Dan Brower fished a much-awaited check from his mailbox but didn't have time to swing by his bank's branch.

So the Kansas City resident fired up his two-week-old iPhone, and with just a flick of his finger — disappointment. Commerce Bank's mobile banking application doesn't accept deposits.

"It's funny because with PayPal's app, you can take a picture of your check and put it in your PayPal account," Brower said.

Mobile banking apps are widely available, they don't all do the same things. A photo-based check deposit tool is coming soon to Commerce's bank app.

New mobile banking ideas are popping up, too.

One banking app maker offers a feature that shows shoppers just what their planned purchase will do to their bank balances, taking into account those coming bills.

"We're not very rational creatures when it comes to shopping," said Lee Wetherington, director of strategic insight at ProfitStars, a division of Missouri-based bank technology company Jack Henry & Associates Inc.

Help for the bankless

And what about those who don't have a bank?

No problem. There's a mobile banking app for that, too. It's a new mobile wallet feature on Boost Mobile phones from Sprint Nextel Corp. that taps into a venture backed by Euronet Worldwide Inc., based in Leawood, Kan.

Cool. Convenient. Timesaving. Free (mostly). Oh, and a little scary.

A survey last fall found that security concerns are one reason mobile banking has yet to catch on as much as banking from home computers has.

Banking through a computer is nearly as popular as stopping at a branch. And shopping by phone is nothing new.

But mobile banking is relatively new, and consumers are still getting used to the idea.

A Federal Reserve survey last November found that only 29 percent of cellphone users had done any mobile banking in the preceding 12 months.
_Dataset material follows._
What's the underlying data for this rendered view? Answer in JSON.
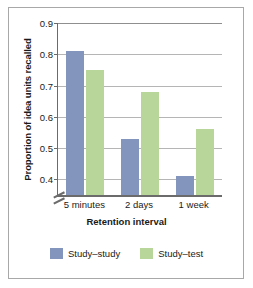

Fewer than half of smartphone users had.

Those who do tap in from their phones find standard features. Apps allow them to check their account balances, whether it's in a checking account, savings account or credit card. Apps typically let customers transfer money between accounts at their bank, too.

Apps let users see recent transactions and find out whether a particular check has cleared. Some offer e-mail alerts, to remind you that the bills are coming due.

And you can pay those bills using some banks' mobile apps.

Many of these tools are possible with older-style phones that don't link to the Internet but can communicate with the bank's computer through text messages.

It's the camera that makes smartphones handier with money these days.

Increasingly, banks' apps allow a customer to take a picture of a check — both sides, please — and remotely deposit it into his or her bank account.

U.S. Bank is putting the camera to work for bills, too.

Bill-paying features in bank apps generally require the customer to set up each biller by typing in key information such as whom to pay and the customer's billing account number.

U.S. Bank's add-a-biller feature does all that from the smartphone's photograph of the bill.

The bank recently went a step further. Its latest app feature uses that photograph of a bill to set up and make the payment.

Would that be enough to get customers to switch to U.S. Bank?

"We think there's a lot of opportunity there," said Chris Peper, vice president of mobile banking for the Cincinnati-based bank.

Commerce built its first banking app in-house and has been letting customers find them rather than promote them actively. It launched an app for iPhones last summer, and its Android version began early this year.

"We don't rush products or services to our customers until we're sure that it will offer the best experience that our customers expect," said Cindy Tetrault, website and online banking manager at Commerce.

Customers are responding. Mobile apps are one reason Commerce has customers in all 50 states, though its branch network is limited to six Midwestern states.

Increase in banking

Commerce said it sees fewer customer visits to its branches, but Commerce customers bank more than ever, thanks to online and mobile banking.

"We're looking right now at our next generation of mobile apps," Tetrault said.

Some bankers remain in a wait-and-see mode.

"Being a small bank it's hard to be on the cutting edge of technology," said Travis Hicks, president and chief executive of Great American Bank.

Great American, with $79 million in assets, is among the smallest banks in the Kansas City area.

Hicks said customers like Great American's online banking, but he will wait until mobile banking finishes dealing with the "trials and tribulations" that come with new products.

"It's a product that eventually, like online banking, almost every bank will have," Hicks said.

One of the unsettled issues is price. Would you pay 50 cents to deposit a check by phone?

You will if you're a U.S. Bank customer.

Peper said the feature means customers can skip the trip to a branch, or avoid the cost of a stamp. It becomes a "fee opportunity" for the bank because customers see the extra value, he said.

Tetrault said Commerce was assessing whether to charge a mobile deposit fee when it introduced the feature through its mobile banking app.

Fee decisions are subject to change. Tetrault notes that online bill paying wasn't always free but has become a no-charge feature.

Customers ultimately will decide what they're willing to pay for.